His walk this August day took him through midtown Manhattan, on the West Side. He walked through streets with small Permoplastic houses, centuries old, some of them with poorly tended flower gardens. Gardening, for some reason, was taught in the dormitories. Probably hundreds of years before, some Engineer-Planner with a liking for flowers had decided that flower gardening should be a part of the standard human experience; because of that one casual idea, generations of humanity had planted marigolds and zinnias and phlox and yellow roses without really ever knowing why.
Sometimes Spofforth would stop and minutely examine the equipment of a store, to see if its computers were working properly, keeping supplies at the proper level, its Make One unloaders ready and able to handle the morning’s trucks, its vending machines in good working order. He might go into a clothing store, slip his special Unlimited credit card into a slot, speak out loud into the Orderphone, saying, “I want a pair of gray trousers that will fit me tightly.” Then he would stand in one of the little booths, just barely being able to fit into it, let himself be measured by sound waves, and step out again to watch the machines that would select the fabric from huge overhead bolts, cut it, and stitch his trousers together before returning his credit card. If something went wrong—and it often did—with the way the zipper was put in or the pockets were made or whatever, he would either repair the machine himself or try to commandeer a technician robot by telephone to repair it. If the telephone was working.
Or he would enter a sewer main and look around him to see what was cracking or jammed or rusting, and do what he could to get that repaired.

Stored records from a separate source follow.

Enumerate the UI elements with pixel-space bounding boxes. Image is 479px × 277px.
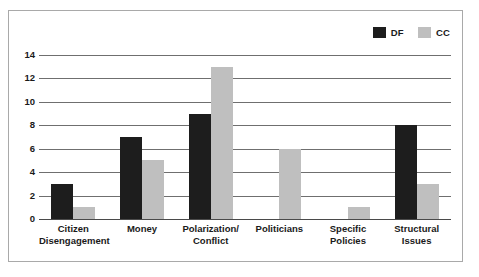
y-axis-tick-labels: 02468101214 bbox=[9, 55, 35, 219]
bar-group bbox=[108, 55, 177, 219]
x-axis-category-label: Money bbox=[108, 223, 177, 235]
legend-item-df: DF bbox=[373, 27, 404, 38]
bar-df[interactable] bbox=[189, 114, 211, 219]
bar-cc[interactable] bbox=[211, 67, 233, 219]
legend-item-cc: CC bbox=[418, 27, 450, 38]
bar-series-layer bbox=[39, 55, 451, 219]
y-axis-tick-label: 12 bbox=[24, 74, 35, 84]
legend-label-cc: CC bbox=[436, 28, 450, 38]
bar-df[interactable] bbox=[395, 125, 417, 219]
legend-label-df: DF bbox=[391, 28, 404, 38]
plot-area bbox=[39, 55, 451, 219]
bar-group bbox=[382, 55, 451, 219]
x-axis-category-label: SpecificPolicies bbox=[314, 223, 383, 246]
y-axis-tick-label: 4 bbox=[30, 167, 35, 177]
bar-group bbox=[245, 55, 314, 219]
bar-df[interactable] bbox=[120, 137, 142, 219]
bar-group bbox=[176, 55, 245, 219]
axis-baseline bbox=[39, 219, 451, 220]
bar-cc[interactable] bbox=[142, 160, 164, 219]
bar-df[interactable] bbox=[51, 184, 73, 219]
bar-cc[interactable] bbox=[279, 149, 301, 219]
bar-cc[interactable] bbox=[73, 207, 95, 219]
bar-group bbox=[39, 55, 108, 219]
y-axis-tick-label: 0 bbox=[30, 214, 35, 224]
y-axis-tick-label: 8 bbox=[30, 121, 35, 131]
y-axis-tick-label: 6 bbox=[30, 144, 35, 154]
y-axis-tick-label: 2 bbox=[30, 191, 35, 201]
bar-group bbox=[314, 55, 383, 219]
chart-container: DF CC 02468101214 CitizenDisengagementMo… bbox=[8, 10, 463, 262]
x-axis-category-labels: CitizenDisengagementMoneyPolarization/Co… bbox=[39, 223, 451, 263]
legend-swatch-cc bbox=[418, 27, 431, 38]
y-axis-tick-label: 10 bbox=[24, 97, 35, 107]
y-axis-tick-label: 14 bbox=[24, 50, 35, 60]
x-axis-category-label: Politicians bbox=[245, 223, 314, 235]
x-axis-category-label: Polarization/Conflict bbox=[176, 223, 245, 246]
x-axis-category-label: StructuralIssues bbox=[382, 223, 451, 246]
chart-legend: DF CC bbox=[373, 27, 450, 38]
legend-swatch-df bbox=[373, 27, 386, 38]
bar-cc[interactable] bbox=[348, 207, 370, 219]
x-axis-category-label: CitizenDisengagement bbox=[39, 223, 108, 246]
bar-cc[interactable] bbox=[417, 184, 439, 219]
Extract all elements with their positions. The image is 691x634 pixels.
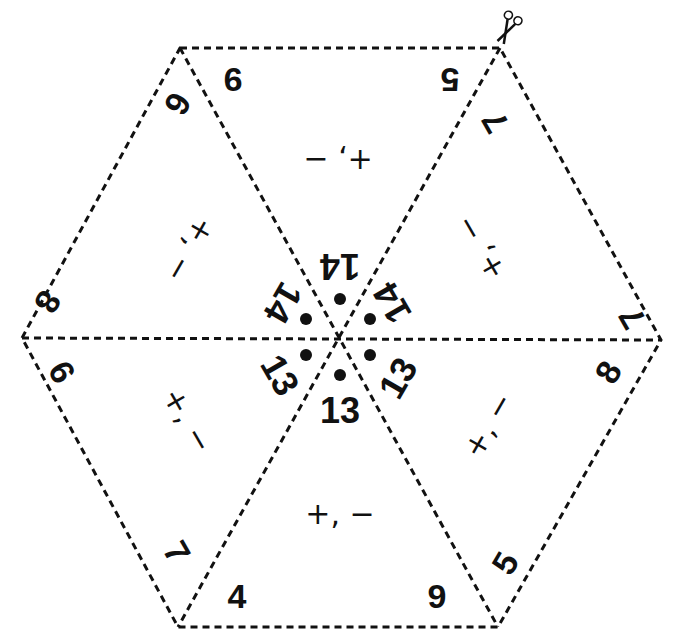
triangle-upper-right: 7 7 +, − 14 bbox=[364, 104, 653, 335]
corner-number: 7 bbox=[474, 104, 516, 139]
dot bbox=[334, 369, 346, 381]
corner-number: 5 bbox=[441, 61, 460, 99]
scissors-icon[interactable] bbox=[493, 10, 524, 47]
operations-label: +, − bbox=[448, 209, 513, 287]
dot bbox=[364, 313, 376, 325]
dot bbox=[364, 349, 376, 361]
triangle-bottom: 4 9 +, − 13 bbox=[228, 390, 447, 616]
corner-number: 6 bbox=[41, 354, 83, 389]
center-number: 13 bbox=[370, 350, 426, 405]
center-number: 13 bbox=[252, 347, 308, 402]
operations-label: +, − bbox=[158, 211, 223, 289]
dot bbox=[300, 313, 312, 325]
corner-number: 6 bbox=[157, 86, 199, 121]
corner-number: 4 bbox=[228, 577, 247, 615]
hexagon-outline bbox=[22, 48, 661, 627]
corner-number: 7 bbox=[156, 534, 198, 569]
center-number: 14 bbox=[320, 246, 360, 287]
corner-number: 5 bbox=[484, 545, 526, 580]
corner-number: 7 bbox=[611, 300, 653, 335]
corner-number: 8 bbox=[587, 354, 629, 389]
hexagon-puzzle: 9 5 +, − 14 7 7 +, − 14 8 5 +, − 13 4 9 … bbox=[0, 0, 691, 634]
corner-number: 9 bbox=[428, 577, 447, 615]
corner-number: 9 bbox=[224, 61, 243, 99]
spoke-line bbox=[22, 338, 661, 340]
triangle-lower-left: 7 6 +, − 13 bbox=[41, 347, 308, 569]
operations-label: +, − bbox=[303, 143, 372, 178]
operations-label: +, − bbox=[305, 496, 374, 531]
dot bbox=[300, 349, 312, 361]
operations-label: +, − bbox=[456, 386, 521, 464]
operations-label: +, − bbox=[156, 381, 221, 459]
center-number: 13 bbox=[320, 390, 360, 431]
dot bbox=[334, 293, 346, 305]
triangle-top: 9 5 +, − 14 bbox=[224, 61, 460, 287]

Without him, New York might have no longer functioned at all. He sometimes wondered how other cities stayed alive, with no Make Nines, and no really effective humans around; he remembered the piles of garbage in the streets of Cleveland, and how poorly everyone had been dressed in St. Louis when he had served, briefly, as mayor of that city. And that had been almost a century before. No one in St. Louis had had pockets for years, and everyone’s shirts had been too big, until Spofforth himself had repaired the sonic measuring equipment and removed a dead cat from the pocket machine of the city’s only clothing store. They were probably not yet naked and starving in St. Louis; but what would happen in twenty blues, when everyone was old and weak, and there were no young people around with sense enough to go out and find a Make Seven to help in an emergency? Had he been able to he would have replicated himself, putting another hundred Make Nines into the world to keep things running in Baltimore and Los Angeles and Philadelphia and New Orleans. Not because he cared that much for humanity, but because he hated to see machinery that worked poorly. He thought of himself as a machine sometimes, and he felt responsible.

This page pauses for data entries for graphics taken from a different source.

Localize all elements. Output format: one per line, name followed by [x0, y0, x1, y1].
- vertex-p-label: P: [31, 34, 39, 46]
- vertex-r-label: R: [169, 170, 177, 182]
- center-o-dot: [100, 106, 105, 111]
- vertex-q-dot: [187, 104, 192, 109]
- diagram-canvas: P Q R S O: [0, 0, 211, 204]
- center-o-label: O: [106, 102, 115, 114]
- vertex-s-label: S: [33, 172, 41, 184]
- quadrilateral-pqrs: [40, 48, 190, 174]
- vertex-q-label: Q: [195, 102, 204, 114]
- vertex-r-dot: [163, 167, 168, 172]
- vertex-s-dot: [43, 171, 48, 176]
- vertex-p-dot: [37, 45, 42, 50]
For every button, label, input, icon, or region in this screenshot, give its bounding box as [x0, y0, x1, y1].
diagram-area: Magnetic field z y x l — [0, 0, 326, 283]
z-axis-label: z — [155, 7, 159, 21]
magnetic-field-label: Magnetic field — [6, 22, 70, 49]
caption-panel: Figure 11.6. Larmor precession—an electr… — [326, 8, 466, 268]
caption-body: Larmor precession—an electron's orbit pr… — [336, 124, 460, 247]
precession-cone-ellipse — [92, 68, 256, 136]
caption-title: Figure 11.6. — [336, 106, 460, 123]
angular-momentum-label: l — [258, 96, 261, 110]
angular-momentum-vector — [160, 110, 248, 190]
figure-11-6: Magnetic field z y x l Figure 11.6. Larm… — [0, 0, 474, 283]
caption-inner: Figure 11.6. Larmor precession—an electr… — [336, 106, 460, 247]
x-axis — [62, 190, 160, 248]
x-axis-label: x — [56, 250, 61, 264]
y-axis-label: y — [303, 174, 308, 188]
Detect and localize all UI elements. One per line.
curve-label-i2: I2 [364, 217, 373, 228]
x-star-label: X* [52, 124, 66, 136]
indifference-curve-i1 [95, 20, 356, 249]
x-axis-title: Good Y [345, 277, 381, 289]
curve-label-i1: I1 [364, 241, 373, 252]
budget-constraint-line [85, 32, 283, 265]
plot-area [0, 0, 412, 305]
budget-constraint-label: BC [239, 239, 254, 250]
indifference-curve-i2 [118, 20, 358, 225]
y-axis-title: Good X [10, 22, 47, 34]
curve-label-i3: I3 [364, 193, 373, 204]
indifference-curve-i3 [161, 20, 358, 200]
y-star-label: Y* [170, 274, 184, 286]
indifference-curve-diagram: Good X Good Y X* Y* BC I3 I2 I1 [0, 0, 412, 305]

But had he been able to produce more Make Nines he would have made certain they would come into the world without the ability to feel. And with the ability to die. With the gift of death.
On this hot August afternoon he did not stop anywhere until he came to a squat old building on Central Park West. He had a particular thing on his mind.
The building was one of the few in the city made of concrete, and it had columns in front of it and big, multi-paned windows and a dark, stained old wooden door. He opened the door, entered a dusty lobby with a glass chandelier hanging from a white ceiling, and walked up to a wooden counter with a scarred, gray plastic top.
Behind the counter a small man was hunched in an armchair, asleep.
Spofforth spoke to him sharply. “Are you the mayor of New York?”
The man opened his eyes sleepily. “Uh-huh,” he said. “I’m the mayor.”
“I want to talk to National Records,” Spofforth said, allowing irritation to show1 in his voice. “I want the population for western America.”